Essay: Matthew Early Wright
Photo: Diana Rogers, SLAC |
Questions and answers in science education
Science education offers exceptional potential to ignite curiosity and cultivate creativity, and it's difficult to understand why the average US high school graduate lacks basic scientific literacy. Some fault the students, but the responsibility rests with the rigid and outdated way our schools teach science. This system is failing to educate students properly, and failing to attract and retain talented teachers.
In graduate school, I taught freshman biology labs at my university, and sixth-grade science lessons at a neighborhood primary school. Most of my peers saw teaching as a distraction from their research, but I loved the sense of career possibilities beyond the lab, and witnessed the importance of good science education.
I tried teaching two years ago, after finishing my research and relocating to Boston. I was hired at a high school to replace a teacher who had left after only one week. When I arrived, the students had endured a series of three substitutes, and their patience was understandably stretched thin. My efforts to connect with them were met with spirited resistance, to put it mildly.
Without an established curriculum, I had to invent one as I went along. Between scratching out the next day's game plan and grading papers, most nights I had to work until I passed out from fatigue. I was told the first year is like this for everyone, and graduate school had taught me that I could fight past emotional and physical exhaustion well enough. But I became more discouraged by the stale, traditional mode of instruction encouraged to meet content standards set by the school's administration. The frustration would lead me to give up just six months after starting.
Grad school had stressed teaching science through inquiry, problem solving, and the scientific method. Yet the high school relied heavily on memorizing facts to pass standardized assessments. I had no choice but to comply, and to force-feed information to my students to keep pace with other classes in the midterm race.
My heart sank every time I had to cut off questions about a rich topic like stem cell research, or shoehorn a two-day lab into half a class period, just to get back on track with lecturing. Students were visibly energized by exploring what they could see, hear, and smell all around them, but they had trouble seeing the relevance of memorizing the cell cycle or photosynthetic equations.

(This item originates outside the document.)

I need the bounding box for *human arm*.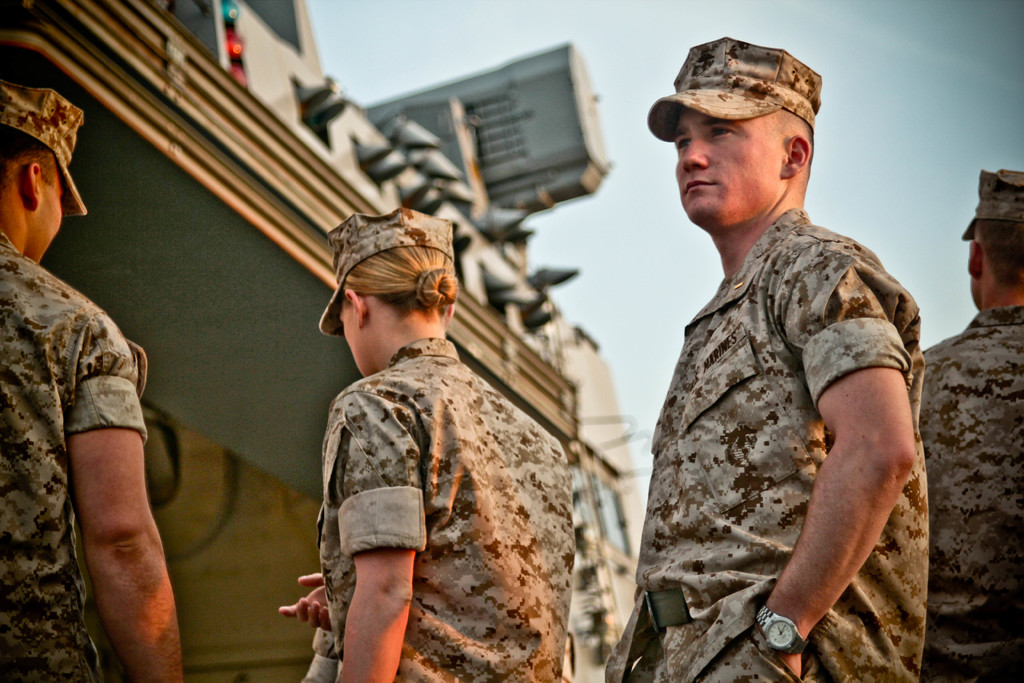
Here it is: (748,218,927,682).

It's impossible to get students excited about science if the teacher feels restricted. Good science teachers are like good scientists: creative and inquisitive, relishing the process of asking questions as much as finding answers. If all they are asked to do is provide students with answers, both student and teacher miss out on more than half of the equation.
When I was teaching during grad school, my sixth-graders were an absolute joy because their curious minds had nothing but questions. My job was to help them learn how to find answers. The college freshmen just wanted the answers so they would know what to memorize. I saw my job as helping them relax and enjoy asking questions again. I realized where they had picked up their bad habits as soon as I began teaching high school.
Breaking the cram-and-test mold of science education will require sacrificing some content coverage in favor of hands-on exploration, which in turn will require inventing new modes of assessment. Many people are uncomfortable with this compromise. But until school systems recognize that the tradeoffs are worthwhile, and shift their philosophies accordingly, they will continue to have trouble convincing talented professionals to teach science, and they will continue to graduate students who lack scientific literacy.
I may have given up teaching as a formal profession, but the desire to share science with others is still a powerful draw for me. As a science writer, I might not be able to engage in the give-and-take of the classroom, but I can still teach my readers something new with each article I write. The only limit to the ideas I can explore is my imagination, and the only limit to what my readers can learn is how far they are willing to read.
Matthew Early Wright is a science writer and a student in the Science Communication Program at the University of California, Santa Cruz. He currently splits his time between his studies and a parallel life with loved ones in Boston, Massachusetts.